We tried to record it in all sorts of different ways, but we never quite got it right. The Durham Ox Singers bit in the middle (which uses the music from the middle section of a song called "Special Needs", the VERSES of which were reused for I'VE GOT WHAT YOU NEED started out as Girl Group style backing vocals, and then became like a GREEK CHORUS sort of thing - originally they were supposed to appear gradually throughout the first couple of verses on Backing Vocals, come to the front in the middle section, and then TAKE OVER the whole song for the rest of it, but it never really happened. They didn't much like the song and I couldn't be bothered to push them into it - this was ONE of the things, in fact, that made me RESOLUTE about NOT giving up on getting what I was after when we recorded "This Is Not A Library", and ESPECIALLY when we recorded "One Last Party".
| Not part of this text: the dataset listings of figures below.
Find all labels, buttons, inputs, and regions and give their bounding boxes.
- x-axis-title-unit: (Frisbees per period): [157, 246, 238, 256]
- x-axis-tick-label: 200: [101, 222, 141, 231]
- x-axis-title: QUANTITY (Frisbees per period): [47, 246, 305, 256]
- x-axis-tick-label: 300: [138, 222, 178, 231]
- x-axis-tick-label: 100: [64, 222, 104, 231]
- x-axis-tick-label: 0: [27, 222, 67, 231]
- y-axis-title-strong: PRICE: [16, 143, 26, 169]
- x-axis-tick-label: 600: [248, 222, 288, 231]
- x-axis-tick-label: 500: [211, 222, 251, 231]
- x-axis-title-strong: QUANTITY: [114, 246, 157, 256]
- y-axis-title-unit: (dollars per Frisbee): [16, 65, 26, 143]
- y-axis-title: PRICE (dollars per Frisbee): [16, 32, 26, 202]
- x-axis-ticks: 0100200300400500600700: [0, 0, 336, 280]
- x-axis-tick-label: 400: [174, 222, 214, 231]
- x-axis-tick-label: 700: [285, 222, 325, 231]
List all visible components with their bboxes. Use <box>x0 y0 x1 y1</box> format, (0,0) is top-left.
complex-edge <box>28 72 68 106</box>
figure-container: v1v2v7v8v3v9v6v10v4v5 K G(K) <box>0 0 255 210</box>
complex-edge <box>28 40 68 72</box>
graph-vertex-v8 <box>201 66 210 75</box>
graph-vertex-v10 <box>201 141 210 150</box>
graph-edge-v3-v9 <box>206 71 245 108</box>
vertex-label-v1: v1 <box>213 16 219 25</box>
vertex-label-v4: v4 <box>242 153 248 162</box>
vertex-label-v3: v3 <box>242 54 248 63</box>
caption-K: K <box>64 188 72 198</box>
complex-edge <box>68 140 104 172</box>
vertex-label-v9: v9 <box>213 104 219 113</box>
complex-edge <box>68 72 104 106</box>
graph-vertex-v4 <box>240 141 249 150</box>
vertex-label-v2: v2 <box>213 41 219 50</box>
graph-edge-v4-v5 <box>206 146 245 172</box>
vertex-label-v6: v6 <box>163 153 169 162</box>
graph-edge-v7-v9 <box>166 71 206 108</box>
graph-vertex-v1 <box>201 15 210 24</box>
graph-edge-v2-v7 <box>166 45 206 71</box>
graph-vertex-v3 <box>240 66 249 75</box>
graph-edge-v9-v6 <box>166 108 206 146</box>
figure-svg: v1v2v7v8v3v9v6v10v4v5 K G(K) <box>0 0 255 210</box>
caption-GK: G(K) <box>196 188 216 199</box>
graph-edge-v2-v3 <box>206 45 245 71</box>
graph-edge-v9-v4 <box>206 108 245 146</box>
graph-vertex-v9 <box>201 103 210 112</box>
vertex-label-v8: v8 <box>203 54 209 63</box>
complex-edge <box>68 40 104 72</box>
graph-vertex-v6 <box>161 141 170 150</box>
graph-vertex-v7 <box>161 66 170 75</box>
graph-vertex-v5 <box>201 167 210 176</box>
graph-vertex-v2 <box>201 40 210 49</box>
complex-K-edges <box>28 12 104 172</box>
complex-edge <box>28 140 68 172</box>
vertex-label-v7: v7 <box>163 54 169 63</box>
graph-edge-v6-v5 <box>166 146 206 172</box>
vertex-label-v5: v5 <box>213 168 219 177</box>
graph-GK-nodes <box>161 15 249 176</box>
Anyway, we tried lots of different ways of playing it, including a Wedding Present-style version (I know! Us sounding like The Wedding Present, hard to imagine isn't it?) with a HUGE ORCHESTRAL CODA, but it was only when we were messing about and doing a country and western version of it that suddenly it sounded RIGHT. At the time Mr Reverb said "It's not going to shake up Nashville is it?", and I've got to give him that, but it does sound pretty good to me - listen to Rob GO on mouth organ AND twangy guitar! NICE!

It got recorded during the mammoth "Say It With Words" but fell foul of The Focus Group, who didn't think much to it EITHER, and so lay around unwanted for a bit, much like, in fact, a single shoe on a garden wall or the shirt you never wore... but I saw a CHANCE for it when we came to put together our split single with Johnny Domino. My CUNNING PLAN was that we'd have a SINGLE out a month or so before the album, to build up some publicity and get the shops interested. I therefore PERSUADED Johnny Domino that they should do it with us, as their album "Players" was coming out on the same day as "Say It With Words", and they'd be doing some gigs with us, and pretty much TOLD Tom at Reveal Records that he would be putting it out. Reveal Records is the Independent Record Shop in Derby, the one that various people in bands always work at, and that The Kids always go to first, like Left Legged Pineapple in Loughborough or Rockaboom in Leicester or, I'm sure, MANY others across this great nation of ours. Tom had been watching AAS and SOMEHOW had got the idea that this might be a MONEY SPINNING opportunity. GOODNESS knows how he got that idea, but he set up his own record label, and I MAGNANIMOUSLY offered him "Payday" and THIS as our side of a split single. He accepted, and my PLAN began to fall into place...

... then fell OUT of place. Tom thought it was a waste of money "giving away" copies (I had to BUY some copies to give to the band!), so hardly sent any out to anyone, so nobody really knew it had been released. Shops took it on good faith though, and pretty much ALL ended up with loads unsold, and thus did NOT look particularly kindly on the idea of taking a whole ALBUM of stuff by EITHER band when they came out. Oops. THUS this song has been looked away out of hearing for YEARS, known only as a LEGENDARILY BAD IDEA which, in the cold light of day, is actually quite nice. Welcome back, SONG!